While talk therapy can help make sense of trauma and understand triggers, we believe in a more integrative approach – healing from the inside out. This approach addresses:

  • The body

  • Emotional understanding

  • Meaning-making

  • Memory reconsolidation

Our Approach to Trauma Recovery

Our therapists are trained in a variety of trauma modalities and often integrate the following in our work:

  • Somatic Experiencing (SE) – a body-based approach to understanding and releasing trauma.

  • Internal Family Systems (IFS) – a parts-based approach to emotional processing and meaning-making.

  • EMDR (Eye Movement Desensitization and Reprocessing) – a modality for reprocessing memories that remain stuck due to trauma.

Before engaging in deeper work, we focus on creating a safe, supportive space. Trauma can make the world feel unsafe, and safety is experienced in the nervous system. Our therapists bring their own attuned presence to help cultivate this sense of safety, creating a foundation for healing.

Healing trauma is hard, but even establishing a felt sense of safety is powerful work. We move together at a pace that meets your goals, helping you process your experiences fully and intentionally.

Understanding Trauma

Trauma is more than an event – it’s the body’s and brain’s reaction to a threat. Whether experienced firsthand or secondhand, trauma happens when life, mind, or body is threatened. Often, the physiological responses meant to protect us – fight, flight, freeze, or fawn – cause memories to become “stuck.” This can result in ongoing symptoms such as anxiety, depression, or PTSD, even from events that might not seem traditionally traumatic.

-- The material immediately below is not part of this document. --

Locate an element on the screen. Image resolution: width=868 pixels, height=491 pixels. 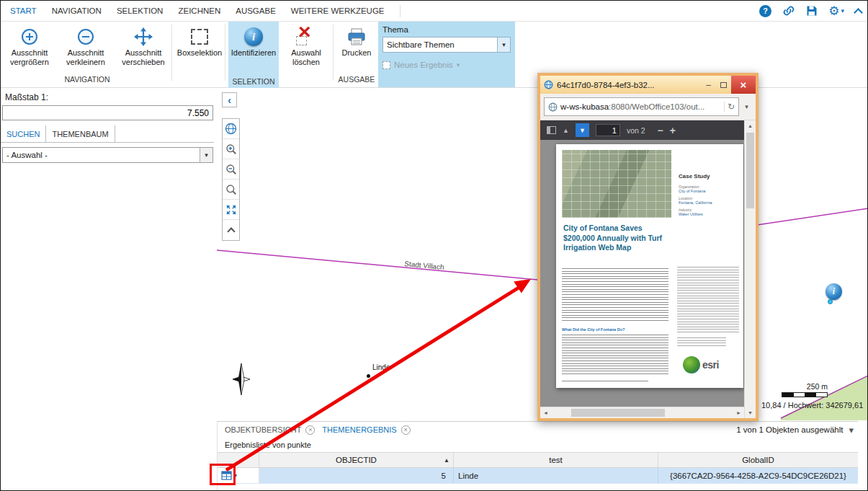
neues-ergebnis-button: Neues Ergebnis ▾ is located at coordinates (447, 65).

Many of us grow up believing these reactions are a flaw in ourselves. The truth is trauma can be healed, and understanding how your body and brain processed the event is the first step toward recovery.

Modalities for Trauma Treatment

  • Somatic Experiencing (SE)
    SE focuses on the body’s innate ability to heal. By noticing sensations, impulses, and behaviors, we help complete the nervous system’s response to trauma, allowing it to move and release rather than remain stuck. SE recognizes that not all trauma can be expressed in words – sometimes healing must happen through the body.

  • Internal Family Systems (IFS)
    IFS views the mind as made up of parts, each with roles, emotions, and protective functions. These parts may be anxious, depressive, people-pleasing, or represent younger versions of yourself. By exploring and unburdening these parts, we cultivate compassion and create space for your “self energy” – a centered, regulated place from which healing can unfold.

  • EMDR (Memory Reconsolidation)
    EMDR reprocesses traumatic memories that remain fragmented in the brain and body. Through guided bilateral stimulation, memories are integrated and no longer trigger distress in the present, allowing emotions, body sensations, and explicit recollections to settle in a safe and organized way.

Intensive Trauma Work

Some trauma work requires deeper, more frequent sessions. Intensive therapy –meeting 2-3 times per week – allows you to access and process deeply held trauma while maintaining containment and support between sessions. This approach often accelerates healing and creates profound shifts in a shorter period of time.

In intensive work, we combine IFS, SE, and EMDR to access and process trauma in a deliberate, supportive way. Once you feel stabilized, sessions typically transition to a weekly schedule to continue your healing journey.